Rick Pimpino? (Louisville basketball sex scandal)

[Sanctions. Suspensions. Wins erased. Reputations besmirched. Oooof.

](http://hosted.ap.org/dynamic/stories/B/BKC_LOUISVILLE_ESCORTS_NCAA_DECISION_KYOL-?SITE=AP&SECTION=HOME&TEMPLATE=DEFAULT&CTIME=2017-06-15-12-46-08)The punishment that hurts the most tho? (bolded)

ETA: I know that Coach Pitino’s involvement was indirect but he is the coach and so he is responsible for what happens in the program… and I just couldn’t resist the pun.

I didn’t realize that the NCAA model had any integrity to challenge.

Not as bad as it sounds. A conference gets something like $250,000 per year for six years for each team in the tournament, and another $250,000 per year for each win up through the Elite Eight, but the money is “supposed to” be divided equally among all of the basketball schools in the conference (and when a school changes conferences, it takes its remaining shares with it). By my count, Louisville’s share of the money so far is about $1.2 million, and assuming it stays in the ACC, about $400,000 more over the next three years.

Then again, it says that Louisville has to pay back the entire conference’s amount it would have earned for the now-vacated games in future years; if this is correct, that’s $6.25 million over three years.

OOPS - when a school changes conferences, the money stays with the old conference, unless the conference itself disbands. There is one exception; the American Athletic Conference counts Big East appearances from before the AAC was formed.

(I should Pit edit windows…)

And that rule may have saved Louisville quite a bit of money, at least for now. Here is what Louisville earned:
2012 - 5 shares for the Big East in 2013, and the AAC for each of 2014-2018
2013 - 5 shares for the AAC for each of 2014-2019
2014 - 3 shares for the AAC for each of 2015-2020
2015 - 4 shares for the ACC for each of 2016-2021

The amount per share paid in a particular year is supposed to go up around 2.9% per year, but in 2017, the NCAA siphoned off quite a bit of the money for a one-time payout based on scholarships, and in a few years, money will be transferred to a fund based on graduation rates. Let’s assume each share is a fixed $200,000.

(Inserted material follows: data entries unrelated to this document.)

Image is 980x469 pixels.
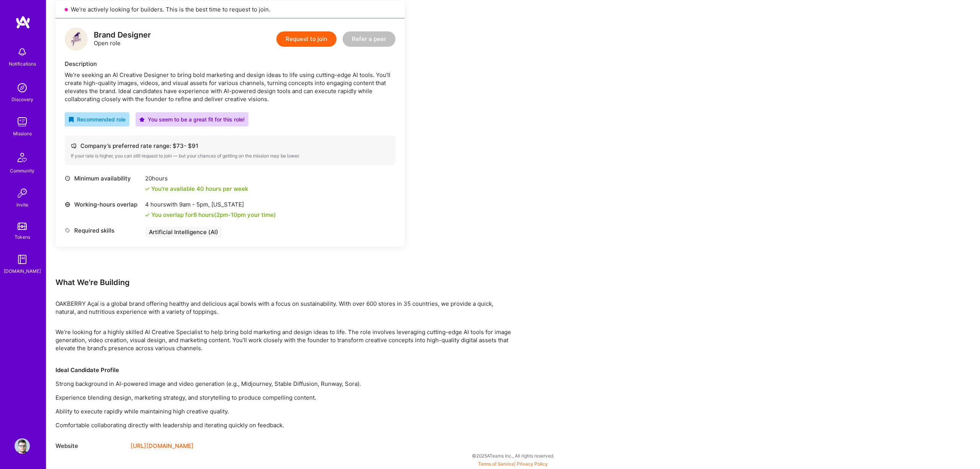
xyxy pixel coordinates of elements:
img: User Avatar [15,439,30,453]
img: teamwork [15,114,30,129]
div: Artificial Intelligence (AI) [145,226,222,237]
i: icon Check [145,213,150,217]
div: You're available 40 hours per week [145,185,248,193]
img: logo [16,16,30,29]
div: Minimum availability [64,174,141,183]
span: 2pm - 10pm [216,211,245,218]
i: icon Cash [71,143,76,148]
span: | [478,461,548,467]
img: bell [15,45,30,60]
div: Company’s preferred rate range: $ 73 - $ 91 [71,142,389,150]
div: Discovery [11,96,33,103]
p: We’re looking for a highly skilled AI Creative Specialist to help bring bold marketing and design... [56,328,514,360]
button: Request to join [277,31,337,47]
strong: Ideal Candidate Profile [56,367,119,373]
i: icon PurpleStar [139,117,145,122]
button: Refer a peer [342,31,395,47]
div: Required skills [64,226,141,234]
img: tokens [18,223,27,230]
div: Recommended role [68,115,125,123]
p: Strong background in AI-powered image and video generation (e.g., Midjourney, Stable Diffusion, R... [56,380,514,387]
a: User Avatar [13,439,32,453]
p: Experience blending design, marketing strategy, and storytelling to produce compelling content. [56,393,514,401]
div: Website [56,442,125,450]
i: icon Check [145,186,150,191]
a: Privacy Policy [517,461,548,467]
p: Comfortable collaborating directly with leadership and iterating quickly on feedback. [56,421,514,429]
span: 9am - 5pm , [178,201,211,208]
div: 4 hours with [US_STATE] [145,200,276,209]
div: Working-hours overlap [64,200,141,209]
img: logo [64,27,87,50]
div: Notifications [9,60,36,68]
i: icon RecommendedBadge [68,117,74,122]
img: guide book [15,252,30,267]
img: Invite [15,186,30,201]
i: icon Tag [64,228,70,233]
div: Open role [93,31,150,47]
a: [URL][DOMAIN_NAME] [130,442,193,450]
div: Brand Designer [93,31,150,39]
div: If your rate is higher, you can still request to join — but your chances of getting on the missio... [71,153,389,159]
div: We’re actively looking for builders. This is the best time to request to join. [56,1,405,19]
img: Community [13,148,31,167]
div: You overlap for 8 hours ( your time) [151,211,276,219]
p: OAKBERRY Açaí is a global brand offering healthy and delicious açaí bowls with a focus on sustain... [56,300,514,315]
i: icon Clock [64,175,70,181]
div: Tokens [15,233,30,241]
div: Description [64,60,395,68]
div: We’re seeking an AI Creative Designer to bring bold marketing and design ideas to life using cutt... [64,71,395,103]
div: 20 hours [145,174,248,183]
div: Invite [16,201,28,209]
div: Missions [13,129,32,137]
div: [DOMAIN_NAME] [4,267,41,275]
div: You seem to be a great fit for this role! [139,115,245,123]
div: © 2025 ATeams Inc., All rights reserved. [46,446,980,465]
div: Community [10,167,34,174]
i: icon World [64,202,70,207]
div: What We're Building [56,278,514,287]
p: Ability to execute rapidly while maintaining high creative quality. [56,407,514,416]
img: discovery [15,80,30,96]
a: Terms of Service [478,461,514,467]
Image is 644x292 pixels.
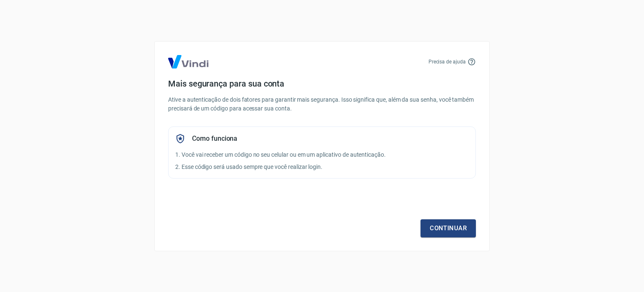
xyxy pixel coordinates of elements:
p: 2. Esse código será usado sempre que você realizar login. [175,162,468,171]
p: Precisa de ajuda [428,58,466,65]
p: Ative a autenticação de dois fatores para garantir mais segurança. Isso significa que, além da su... [168,95,475,113]
a: Continuar [420,219,475,237]
img: Logo Vind [168,55,208,69]
h5: Como funciona [192,134,237,142]
h4: Mais segurança para sua conta [168,78,475,89]
p: 1. Você vai receber um código no seu celular ou em um aplicativo de autenticação. [175,150,468,159]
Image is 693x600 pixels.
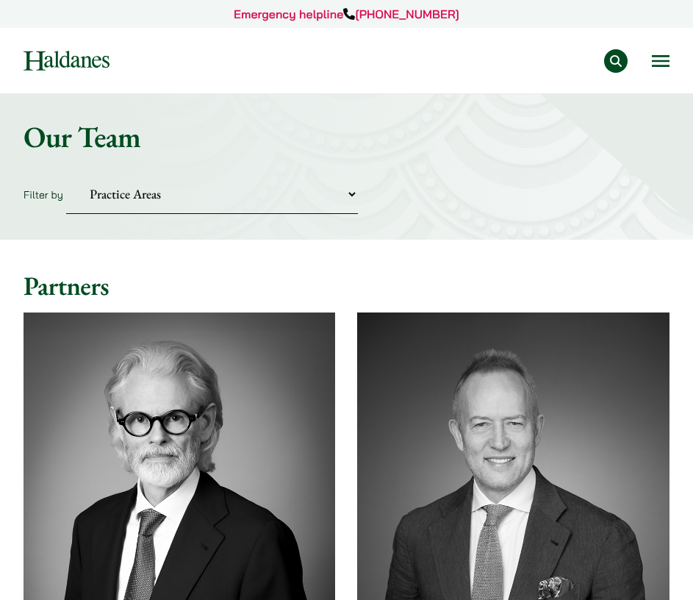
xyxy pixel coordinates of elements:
[234,7,459,21] a: Emergency helpline[PHONE_NUMBER]
[24,270,669,302] h2: Partners
[24,119,669,154] h1: Our Team
[604,49,627,73] button: Search
[652,55,669,67] button: Open menu
[24,188,63,201] label: Filter by
[24,51,109,71] img: Logo of Haldanes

2013 - Louisville got 1/3 of a share from what it earned in 2012 (5 shares; 15 Big East teams)
2014 - Louisville got 1 share from what it earned in 2012-13 (5 shares in 2012 + 5 in 2013 = 10; 10 AAC teams)
2015 - Louisville transferred to the ACC, but its previous shares stay with the AAC, so Louisville got none of the money it earned in earlier seasons
2016 - Louisville got 4/15 of a share from what it earned for the ACC in 2015 (4 shares in 2015; 15 ACC schools)
2017 - Louisville got 4/15 of a share from what it earned for the ACC
The total so far = 1 13/15 shares = about $373,000

In addition, Louisville will get 4/15 of a share from what it earned for the ACC for each year from 2018 through 2021 assuming Louisville stays in the ACC and the league has 15 men’s basketball schools; this is about $213,000 over the next four years.

The NCAA need to have a backbone and give a few death penalties again. What Penn State and UL received are miniscule to what happened. UNC and Baylor should have action against them. All involved have sold their souls for $$.

The fact that Pitino himself was guilty of adulterous sex should shed light on his lax oversight on this issue. College athletes being given free sex? What’s next, PROFESSIONAL athletes getting blowjobs? Won’t anyone think of the children?

Actually, I understand some of the prospects involved were as young as 16.

I would be fine with both of those programs being blown up. Then again, I’m also a fan of sanctioning coaches, even after they’ve left the university, for recruiting and other scandals that happened under their watch. Far too often, we hear of schools being punished for NCAA violations that happened under a previous coach, then suffering that penalty when everyone involved in the original scandal is long gone. Pete Carroll, Chip Kelly, and Larry Brown, I’m looking at you.